Doctors Without Borders says at least 6,700 Rohingya Muslims were killed in the first month of a brutal army crackdown on Rohingya rebels.

The Geneva-based international aid group, commonly known by its French acronym MSF (Médecins Sans Frontières), says Thursday it came up with its estimate after conducting a survey of several Rohingya refugee camps in Bangladesh. The group says its estimated death toll includes at least 730 children younger than 5.

Myanmar’s military has been accused of launching a scorched earth campaign against Rohingya villages in northwestern Rakhine state in August, in response to attacks on Myanmar police outposts. The campaign led to a mass exodus of 600,000 Rohingyas into neighboring Bangladesh, who told human rights groups of serious atrocities committed by government security forces, including random shootings, rapes and burning down homes and entire villages.

MSF medical director Sidney Wong said the group’s findings were “staggering, both in terms of the numbers of people who reported a family member died as a result of violence, and the horrific ways in which they said they were killed or severely injured.”

The United Nations has described the reported actions carried out by Myanmar forces as “a textbook case of ethnic cleansing.”

Myanmar officials say 400 people were killed during the first months of the crackdown, most of them terrorists.

The Rohingya minority has been denied citizenship and other rights in Buddhist-majority Myanmar, which views them as immigrants from Bangladesh, even though many families have lived in Myanmar for generations.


WHAT THIS TASK INVOLVES. Beginning with the line that contains "Extract the structured", copy each subsequent line of the data below through the last one, including both ends but not the pictures.

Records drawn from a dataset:
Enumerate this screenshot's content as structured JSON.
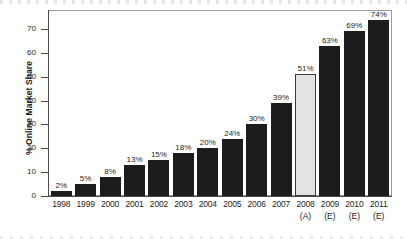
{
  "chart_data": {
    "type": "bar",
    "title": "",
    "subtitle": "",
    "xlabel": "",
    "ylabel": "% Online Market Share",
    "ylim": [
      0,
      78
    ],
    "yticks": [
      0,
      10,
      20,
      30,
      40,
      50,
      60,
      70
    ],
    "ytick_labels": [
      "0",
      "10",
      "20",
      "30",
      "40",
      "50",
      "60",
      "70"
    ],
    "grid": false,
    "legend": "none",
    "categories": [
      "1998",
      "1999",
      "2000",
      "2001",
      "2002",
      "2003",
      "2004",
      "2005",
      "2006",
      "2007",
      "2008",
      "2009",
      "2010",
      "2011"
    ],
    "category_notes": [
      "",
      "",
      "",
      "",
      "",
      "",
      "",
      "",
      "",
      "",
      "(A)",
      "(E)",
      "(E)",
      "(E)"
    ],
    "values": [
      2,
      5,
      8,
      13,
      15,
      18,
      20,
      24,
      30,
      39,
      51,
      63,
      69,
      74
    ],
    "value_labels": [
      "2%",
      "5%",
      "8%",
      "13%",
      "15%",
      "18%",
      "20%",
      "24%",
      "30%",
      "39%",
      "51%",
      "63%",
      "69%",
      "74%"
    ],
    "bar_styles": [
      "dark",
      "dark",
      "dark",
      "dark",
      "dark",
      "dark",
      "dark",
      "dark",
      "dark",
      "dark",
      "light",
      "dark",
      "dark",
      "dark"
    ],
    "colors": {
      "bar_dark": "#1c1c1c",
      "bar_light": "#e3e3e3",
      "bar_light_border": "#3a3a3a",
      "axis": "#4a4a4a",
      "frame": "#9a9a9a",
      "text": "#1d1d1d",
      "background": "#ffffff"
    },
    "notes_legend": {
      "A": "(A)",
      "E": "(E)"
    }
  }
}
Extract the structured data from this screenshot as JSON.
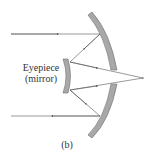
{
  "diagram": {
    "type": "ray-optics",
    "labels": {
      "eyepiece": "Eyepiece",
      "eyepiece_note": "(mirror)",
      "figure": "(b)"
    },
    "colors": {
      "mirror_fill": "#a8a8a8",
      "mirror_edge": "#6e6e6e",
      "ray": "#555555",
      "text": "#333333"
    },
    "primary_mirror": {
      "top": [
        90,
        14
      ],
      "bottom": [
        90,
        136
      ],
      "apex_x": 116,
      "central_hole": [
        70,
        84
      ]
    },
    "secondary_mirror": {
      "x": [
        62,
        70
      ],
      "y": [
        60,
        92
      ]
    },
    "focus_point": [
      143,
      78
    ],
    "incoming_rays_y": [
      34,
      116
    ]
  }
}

RESPONSE.
Extract the structured data from this screenshot as JSON.
{
  "diagram": {
    "type": "ray-optics",
    "labels": {
      "eyepiece": "Eyepiece",
      "eyepiece_note": "(mirror)",
      "figure": "(b)"
    },
    "colors": {
      "mirror_fill": "#a8a8a8",
      "mirror_edge": "#6e6e6e",
      "ray": "#555555",
      "text": "#333333"
    },
    "primary_mirror": {
      "top": [
        90,
        14
      ],
      "bottom": [
        90,
        136
      ],
      "apex_x": 116,
      "central_hole": [
        70,
        84
      ]
    },
    "secondary_mirror": {
      "x": [
        62,
        70
      ],
      "y": [
        60,
        92
      ]
    },
    "focus_point": [
      143,
      78
    ],
    "incoming_rays_y": [
      34,
      116
    ]
  }
}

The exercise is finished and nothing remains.